Tuesday, April 14, 2009

How can integrating Business Applications help grow your business?

By Todd Fleming,
Senior Consultant, Microsoft Business Solutions, BroadPoint Technologies

The goal of integrating business applications is to consolidate key data from all systems that are customer touch points into one system accessible to all departments within your company. This allows each person within the company to have a complete view of the customer without having to research the customer's activities in all business applications used by the company. It allows your staff to sound more knowledgeable about your customers needs and therefore able to respond quicker to their inquiries.
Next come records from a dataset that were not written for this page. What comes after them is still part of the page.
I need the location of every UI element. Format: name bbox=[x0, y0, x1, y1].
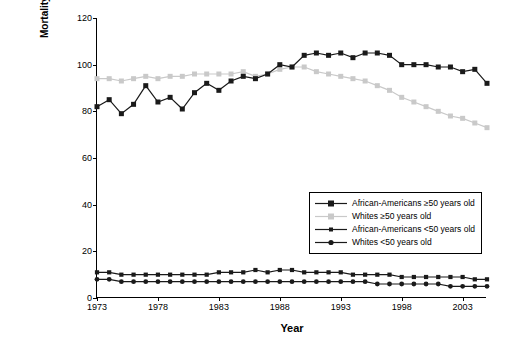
chart-legend: African-Americans ≥50 years old Whites ≥… bbox=[309, 192, 482, 254]
data-point bbox=[229, 79, 234, 84]
y-tick-label: 40 bbox=[62, 200, 92, 210]
data-point bbox=[216, 88, 221, 93]
data-point bbox=[156, 279, 161, 284]
data-point bbox=[461, 275, 465, 279]
data-point bbox=[241, 279, 246, 284]
data-point bbox=[290, 268, 294, 272]
data-point bbox=[338, 51, 343, 56]
data-point bbox=[473, 277, 477, 281]
data-point bbox=[217, 270, 221, 274]
data-point bbox=[266, 270, 270, 274]
x-tick-label: 1983 bbox=[209, 302, 229, 312]
x-tick-label: 1973 bbox=[87, 302, 107, 312]
data-point bbox=[192, 72, 197, 77]
data-point bbox=[350, 55, 355, 60]
legend-label: African-Americans ≥50 years old bbox=[352, 197, 475, 210]
data-point bbox=[192, 273, 196, 277]
x-tick-label: 2003 bbox=[453, 302, 473, 312]
legend-key-icon bbox=[314, 224, 348, 235]
data-point bbox=[277, 67, 282, 72]
legend-label: Whites <50 years old bbox=[352, 236, 432, 249]
data-point bbox=[241, 69, 246, 74]
legend-label: African-Americans <50 years old bbox=[352, 223, 475, 236]
data-point bbox=[278, 268, 282, 272]
series-0 bbox=[95, 51, 490, 117]
data-point bbox=[375, 282, 380, 287]
data-point bbox=[180, 279, 185, 284]
data-point bbox=[460, 116, 465, 121]
data-point bbox=[460, 69, 465, 74]
data-point bbox=[485, 284, 490, 289]
y-tick-label: 20 bbox=[62, 246, 92, 256]
data-point bbox=[168, 74, 173, 79]
data-point bbox=[290, 279, 295, 284]
data-point bbox=[351, 273, 355, 277]
data-point bbox=[302, 270, 306, 274]
data-point bbox=[375, 51, 380, 56]
data-point bbox=[277, 279, 282, 284]
data-point bbox=[387, 282, 392, 287]
data-point bbox=[253, 76, 258, 81]
data-point bbox=[460, 284, 465, 289]
data-point bbox=[448, 114, 453, 119]
data-point bbox=[192, 90, 197, 95]
data-point bbox=[375, 273, 379, 277]
legend-label: Whites ≥50 years old bbox=[352, 210, 431, 223]
data-point bbox=[95, 277, 100, 282]
y-tick-label: 60 bbox=[62, 153, 92, 163]
legend-key-icon bbox=[314, 237, 348, 248]
data-point bbox=[204, 81, 209, 86]
data-point bbox=[436, 282, 441, 287]
data-point bbox=[448, 65, 453, 70]
data-point bbox=[302, 53, 307, 58]
plot-area: Mortality rate per 100,000 Year 02040608… bbox=[96, 18, 486, 298]
series-3 bbox=[95, 277, 490, 289]
data-point bbox=[302, 65, 307, 70]
y-tick-label: 120 bbox=[62, 13, 92, 23]
legend-item: African-Americans <50 years old bbox=[314, 223, 475, 236]
data-point bbox=[387, 273, 391, 277]
data-point bbox=[131, 102, 136, 107]
data-point bbox=[216, 72, 221, 77]
data-point bbox=[241, 74, 246, 79]
data-point bbox=[229, 72, 234, 77]
data-point bbox=[472, 121, 477, 126]
data-point bbox=[155, 100, 160, 105]
data-point bbox=[168, 279, 173, 284]
data-point bbox=[253, 268, 257, 272]
data-point bbox=[485, 125, 490, 130]
data-point bbox=[387, 88, 392, 93]
data-point bbox=[131, 279, 136, 284]
data-point bbox=[375, 83, 380, 88]
data-point bbox=[424, 282, 429, 287]
data-point bbox=[472, 67, 477, 72]
data-point bbox=[216, 279, 221, 284]
data-point bbox=[144, 273, 148, 277]
data-point bbox=[119, 111, 124, 116]
y-axis-label: Mortality rate per 100,000 bbox=[39, 0, 50, 78]
data-point bbox=[290, 65, 295, 70]
data-point bbox=[143, 83, 148, 88]
data-point bbox=[241, 270, 245, 274]
data-point bbox=[302, 279, 307, 284]
data-point bbox=[363, 79, 368, 84]
data-point bbox=[424, 104, 429, 109]
data-point bbox=[400, 275, 404, 279]
data-point bbox=[180, 107, 185, 112]
x-tick-label: 1978 bbox=[148, 302, 168, 312]
data-point bbox=[107, 97, 112, 102]
data-point bbox=[338, 74, 343, 79]
x-tick-label: 1998 bbox=[392, 302, 412, 312]
data-point bbox=[168, 273, 172, 277]
data-point bbox=[363, 279, 368, 284]
x-tick-label: 1988 bbox=[270, 302, 290, 312]
data-point bbox=[351, 279, 356, 284]
data-point bbox=[95, 76, 100, 81]
data-point bbox=[131, 76, 136, 81]
data-point bbox=[387, 53, 392, 58]
data-point bbox=[338, 279, 343, 284]
data-point bbox=[95, 270, 99, 274]
data-point bbox=[326, 72, 331, 77]
data-series-layer bbox=[97, 18, 487, 298]
data-point bbox=[448, 275, 452, 279]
Why retaining existing customers is so important

  • Research has shown that a 2% increase in customer retention has the same effect on profits as cutting costs by 10% and a 5% reduction in customer defection rate can increase profits by 25-125%, depending on the industry. ("Leading on the Edge of Chaos", Emmett C. Murphy and Mark A. Murphy)
  • "It costs the average business 5 to 10 times more to acquire a new customer than to retain and existing one." The Loyalty Effect & Loyalty Rules Marketing Metrics 2002
  • Most business leaders (80%) believe they do a good job in building customer relationships, while only 8% of customers agree, according to research from The Whetstone Edge

Benefits of integrating business applications

  • Allows you to better understand your customer's needs
  • Allows you to more quickly respond to customer inquiries
  • Provides for a more personal relationship with your customers
  • Provides for better analysis and future decision making in meeting your customer's ongoing needs
  • Reduces the need for duplicate entry and increases data accuracy

Things to consider when choosing an Integration Solution

The ideal integration solution allows the company's applications to communicate and exchange business transactions, messages, and data with each other using standard interfaces. It enables applications to transfer data in real-time or in scheduled batches in either a bidirectional or unidirectional configuration. The four elements needed in an integration solution include:

  • Management - The Integration solution should include an interface for data administration and data management tasks. The interface should allow for management of rules, scheduling of jobs, system configuration and other administrative tasks such as configuration of alerts and notifications.

  • Data Cleansing - Data cleansing tasks should be part of the integration process prior to loading the master data source. The integration solution should include a tool for cleansing and matching data and the ability to update records when matches are found.

  • Customer Cross Reference - An Integration Solution must include customer reference data for all connected applications and must communicate any changes in the master data to all affected applications. The repository needs to have the ability to manage unique master record keys and associated cross-reference keys that link back to source systems.

  • Scalability - An Integration solution with low cost of ownership for enterprises requires the ability to easily extend the solution to other data sources or eliminate existing data sources as your business needs grow and change.

When implementing application integration technologies, the idea is to make the company more effective, more profitable, a better business partner and more accessible to its many clients. Integrating business applications allow you to consolidate and manage customer information from all available sources so that all departments in the company have access to the most current, complete, and comprehensive view of customer information. Doing so can greatly aid in the customer retention and customer acquisition process having a positive impact on your company's profitability.